Indemnification
A contract clause where one party agrees to cover the other's losses if certain things go wrong - a core way agencies and clients allocate risk.
For example, an agency might indemnify a client against claims that its delivered work infringed someone's copyright, while the client indemnifies the agency for content the client supplied. Each side covers the risks it controls.
Why it matters to agencies: indemnification decides who pays when something goes wrong, so it is one of the most important - and most negotiated - clauses in any agency contract. Uncapped indemnities can be business-ending, which is why they are usually paired with a liability cap.
- Accepting uncapped indemnification.
- Agreeing to one-way indemnity in the client's favour only.
- Signing without understanding what you are on the hook for.
What is indemnification?
A contract clause where one party agrees to cover the other's losses if certain things go wrong - a core way agencies and clients allocate risk.
What does indemnification mean in an agency contract?
One party agrees to cover the other's losses or legal costs if a defined risk - like an IP claim - materialises.
Why should agencies cap indemnification?
An uncapped indemnity can exceed the project's value many times over; a cap, often tied to fees paid, keeps the risk survivable.
Where does indemnification sit in a contract?
Usually in the MSA or main contract, alongside liability, warranties and IP terms.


# Task
Please write out each entry exactly as it appears.

# Supplied data
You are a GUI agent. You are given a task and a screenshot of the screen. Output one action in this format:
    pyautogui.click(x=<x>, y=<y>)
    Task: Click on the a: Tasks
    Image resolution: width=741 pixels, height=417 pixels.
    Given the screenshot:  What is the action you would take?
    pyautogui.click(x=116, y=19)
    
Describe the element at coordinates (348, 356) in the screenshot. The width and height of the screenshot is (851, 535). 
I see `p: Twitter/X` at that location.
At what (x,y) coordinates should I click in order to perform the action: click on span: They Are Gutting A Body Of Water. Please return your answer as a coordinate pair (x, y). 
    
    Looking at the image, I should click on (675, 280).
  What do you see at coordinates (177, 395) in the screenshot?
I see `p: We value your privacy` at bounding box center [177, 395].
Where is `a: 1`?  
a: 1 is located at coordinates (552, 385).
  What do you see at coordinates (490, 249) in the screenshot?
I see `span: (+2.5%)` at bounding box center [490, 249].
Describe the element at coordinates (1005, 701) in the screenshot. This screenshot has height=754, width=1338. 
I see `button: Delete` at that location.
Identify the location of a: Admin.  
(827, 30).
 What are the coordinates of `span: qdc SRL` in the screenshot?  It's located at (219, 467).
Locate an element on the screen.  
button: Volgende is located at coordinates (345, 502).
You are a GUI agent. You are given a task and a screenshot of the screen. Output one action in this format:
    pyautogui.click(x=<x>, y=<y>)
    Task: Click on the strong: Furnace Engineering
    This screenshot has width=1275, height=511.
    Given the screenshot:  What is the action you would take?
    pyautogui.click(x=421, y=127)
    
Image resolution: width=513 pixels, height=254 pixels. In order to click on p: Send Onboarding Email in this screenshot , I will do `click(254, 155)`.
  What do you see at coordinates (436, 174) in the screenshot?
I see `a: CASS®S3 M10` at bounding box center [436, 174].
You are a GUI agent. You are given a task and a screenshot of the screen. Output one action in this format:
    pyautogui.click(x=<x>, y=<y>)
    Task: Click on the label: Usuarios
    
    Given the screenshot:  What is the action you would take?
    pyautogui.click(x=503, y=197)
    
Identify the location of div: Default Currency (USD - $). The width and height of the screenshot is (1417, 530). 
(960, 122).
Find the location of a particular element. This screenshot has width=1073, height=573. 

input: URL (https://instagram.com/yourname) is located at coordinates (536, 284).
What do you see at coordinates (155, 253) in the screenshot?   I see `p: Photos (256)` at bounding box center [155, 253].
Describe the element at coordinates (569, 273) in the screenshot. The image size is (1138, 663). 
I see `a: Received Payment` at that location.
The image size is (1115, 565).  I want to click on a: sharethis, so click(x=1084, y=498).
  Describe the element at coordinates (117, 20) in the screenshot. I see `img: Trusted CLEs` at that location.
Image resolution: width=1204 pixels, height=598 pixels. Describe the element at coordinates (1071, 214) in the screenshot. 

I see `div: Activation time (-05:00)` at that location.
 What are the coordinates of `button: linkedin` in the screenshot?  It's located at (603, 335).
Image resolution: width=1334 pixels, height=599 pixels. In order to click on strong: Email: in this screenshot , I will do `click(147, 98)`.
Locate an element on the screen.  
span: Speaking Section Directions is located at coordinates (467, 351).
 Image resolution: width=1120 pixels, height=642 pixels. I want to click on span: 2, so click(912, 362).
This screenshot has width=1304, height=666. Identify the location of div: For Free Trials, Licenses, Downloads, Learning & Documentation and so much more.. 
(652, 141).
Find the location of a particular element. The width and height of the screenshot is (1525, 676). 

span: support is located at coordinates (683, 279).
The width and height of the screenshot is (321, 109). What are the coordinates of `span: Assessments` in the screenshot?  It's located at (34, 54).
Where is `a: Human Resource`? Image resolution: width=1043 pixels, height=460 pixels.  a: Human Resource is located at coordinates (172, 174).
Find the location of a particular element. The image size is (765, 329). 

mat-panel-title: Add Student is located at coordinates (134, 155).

# Response to the task
You are a GUI agent. You are given a task and a screenshot of the screen. Output one action in this format:
    pyautogui.click(x=<x>, y=<y>)
    Task: Click on the a: Tasks
    Image resolution: width=741 pixels, height=417 pixels.
    Given the screenshot:  What is the action you would take?
    pyautogui.click(x=116, y=19)
    
Describe the element at coordinates (348, 356) in the screenshot. The width and height of the screenshot is (851, 535). 
I see `p: Twitter/X` at that location.
At what (x,y) coordinates should I click in order to perform the action: click on span: They Are Gutting A Body Of Water. Please return your answer as a coordinate pair (x, y). 
    
    Looking at the image, I should click on (675, 280).
  What do you see at coordinates (177, 395) in the screenshot?
I see `p: We value your privacy` at bounding box center [177, 395].
Where is `a: 1`?  
a: 1 is located at coordinates (552, 385).
  What do you see at coordinates (490, 249) in the screenshot?
I see `span: (+2.5%)` at bounding box center [490, 249].
Describe the element at coordinates (1005, 701) in the screenshot. This screenshot has height=754, width=1338. 
I see `button: Delete` at that location.
Identify the location of a: Admin.  
(827, 30).
 What are the coordinates of `span: qdc SRL` in the screenshot?  It's located at (219, 467).
Locate an element on the screen.  
button: Volgende is located at coordinates (345, 502).
You are a GUI agent. You are given a task and a screenshot of the screen. Output one action in this format:
    pyautogui.click(x=<x>, y=<y>)
    Task: Click on the strong: Furnace Engineering
    This screenshot has width=1275, height=511.
    Given the screenshot:  What is the action you would take?
    pyautogui.click(x=421, y=127)
    
Image resolution: width=513 pixels, height=254 pixels. In order to click on p: Send Onboarding Email in this screenshot , I will do `click(254, 155)`.
  What do you see at coordinates (436, 174) in the screenshot?
I see `a: CASS®S3 M10` at bounding box center [436, 174].
You are a GUI agent. You are given a task and a screenshot of the screen. Output one action in this format:
    pyautogui.click(x=<x>, y=<y>)
    Task: Click on the label: Usuarios
    
    Given the screenshot:  What is the action you would take?
    pyautogui.click(x=503, y=197)
    
Identify the location of div: Default Currency (USD - $). The width and height of the screenshot is (1417, 530). 
(960, 122).
Find the location of a particular element. This screenshot has width=1073, height=573. 

input: URL (https://instagram.com/yourname) is located at coordinates (536, 284).
What do you see at coordinates (155, 253) in the screenshot?   I see `p: Photos (256)` at bounding box center [155, 253].
Describe the element at coordinates (569, 273) in the screenshot. The image size is (1138, 663). 
I see `a: Received Payment` at that location.
The image size is (1115, 565).  I want to click on a: sharethis, so click(x=1084, y=498).
  Describe the element at coordinates (117, 20) in the screenshot. I see `img: Trusted CLEs` at that location.
Image resolution: width=1204 pixels, height=598 pixels. Describe the element at coordinates (1071, 214) in the screenshot. 

I see `div: Activation time (-05:00)` at that location.
 What are the coordinates of `button: linkedin` in the screenshot?  It's located at (603, 335).
Image resolution: width=1334 pixels, height=599 pixels. In order to click on strong: Email: in this screenshot , I will do `click(147, 98)`.
Locate an element on the screen.  
span: Speaking Section Directions is located at coordinates (467, 351).
 Image resolution: width=1120 pixels, height=642 pixels. I want to click on span: 2, so click(912, 362).
This screenshot has width=1304, height=666. Identify the location of div: For Free Trials, Licenses, Downloads, Learning & Documentation and so much more.. 
(652, 141).
Find the location of a particular element. The width and height of the screenshot is (1525, 676). 

span: support is located at coordinates (683, 279).
The width and height of the screenshot is (321, 109). What are the coordinates of `span: Assessments` in the screenshot?  It's located at (34, 54).
Where is `a: Human Resource`? Image resolution: width=1043 pixels, height=460 pixels.  a: Human Resource is located at coordinates (172, 174).
Find the location of a particular element. The image size is (765, 329). 

mat-panel-title: Add Student is located at coordinates (134, 155).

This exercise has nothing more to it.